Orange County's elected leaders agreed to form a work group next month to figure out how to expand sewer service on Rogers Road, the historically black neighborhood next to the Orange County landfill on Eubanks Road.
Neighborhood leader The Rev. Robert Campbell spoke to the Assembly of Governments Thursday night. The assembly is a periodic gathering of elected officials from Chapel Hill, Carrboro, Orange County and Hillsborough.
"For 37 years we have borne the burden of your trash," Campbell said. He demanded the group develop a timeline for funding the entire cost of water and sewer connections to those homes without them as compensation for living with the noise, dust and smell of the nearby garbage dump.

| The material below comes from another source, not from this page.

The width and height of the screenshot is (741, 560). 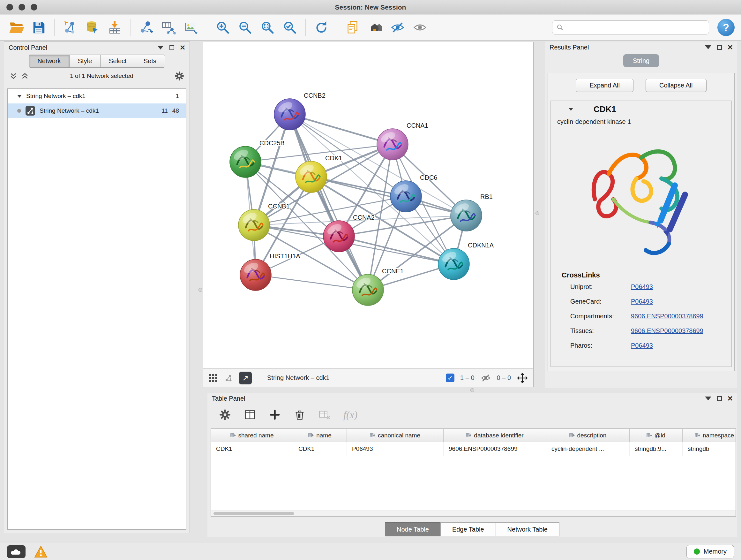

In truth, elected leaders were already heading in that direction.The town of Chapel Hill's recently completed Rogers Road Task Force report recommended an intergovernmental group be formed to come up with a funding plan.
Still, Town Council member Mark Kleinschmidt, who served on the task force, said afterward that Campbell knows not to take anything for granted.
"I think over 30 years he's learned you don't ever stop stoking the fire," Kleinschmidt said. "I respect him for doing that. I think they need to do that."
Most of the Rogers Road area is served with water from the Orange Water and Sewer Authority. Extending sewer to the east side of the road (the west has been annexed by Carrboro) would cost an estimated $1.3 million to nearly $4.2 million.
That doesn't count individual connection costs, which the report says homeowners would have difficulty paying.